Recent news coverage mentions a badly-needed breakthrough at MIT in battery technology. Using a slight variation of existing lithium materials, much faster charge and discharge rates are possible. The money quote is that

[Professor Gerbrand Ceder and graduate student Byoungwoo Kang] went on to make a small battery that could be fully charged or discharged in 10 to 20 seconds.

News outlets seem to have latched on to this part of the announcement and hinted that all kinds of battery-powered devices will soon be chargeable in ten seconds. I don’t think it will be likely to see, say a cell phone (much less a vehicle, as some stories hint) that can fully charge in 10 seconds. Here’s why: A typical cell phone battery might be rated at 800 mAh. It’s not perfectly linear, but you can think of it as being able to deliver 800 milliamps for an hour, or 10 milliamps for 80 hours, and so on. You could approximate the energy storage of the battery by multiplying volts x amps x hours, giving a figure in watt-hours (in this case 3.6 x 0.8 x 1 = 2.88 watt-hr). To charge it in 10 seconds, all that energy would need to be delivered within the 10 seconds, which is a sixth of a minute, or a 360th of an hour. So the charging current would need to be 0.8 x 360 = 288 amps, not counting any efficiency losses in the form of heat.

What’s the big deal about pumping out 288 amps? Ohm’s law gives some idea. To push 288 amps through a complete circuit of one ohm (this includes the internal resistance of the battery), you would need to apply 288 volts, with a resulting power consumption of 288 squared, or just under 83,000 watts. That kind of current is more suitable for an industrial arc welder than a household battery charger. Even if the resistance can be made smaller, the benefit is only linear. To compare, my laptop, which dissipates 65 watts over several square inches, gets uncomfortably hot.
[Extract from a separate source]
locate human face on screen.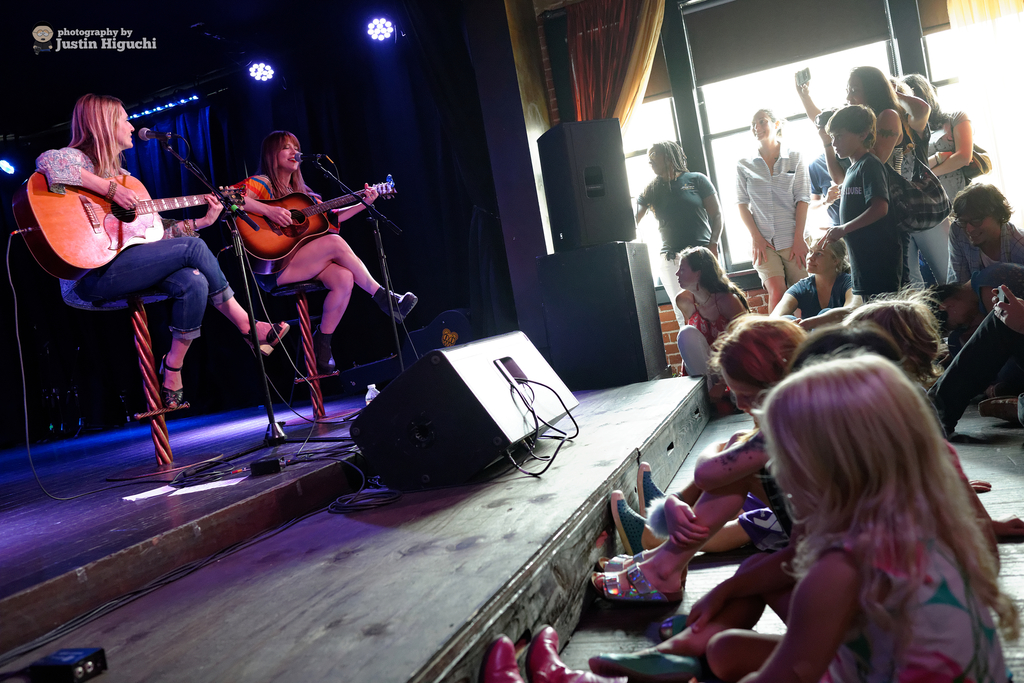
On screen at x1=646 y1=147 x2=665 y2=173.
Or see how long you can hold your hand on a lit 100 watt incandescent bulb. I can’t imagine packing that much energy into a “small” battery. It’s also hard to imagine a safe charging circuit that uses voltages that much above the nominal voltage of the battery.

So professor Ceder’s breakthrough looks great, and probably will be in iPods in a few years, but take the media coverage with a large grain of salt.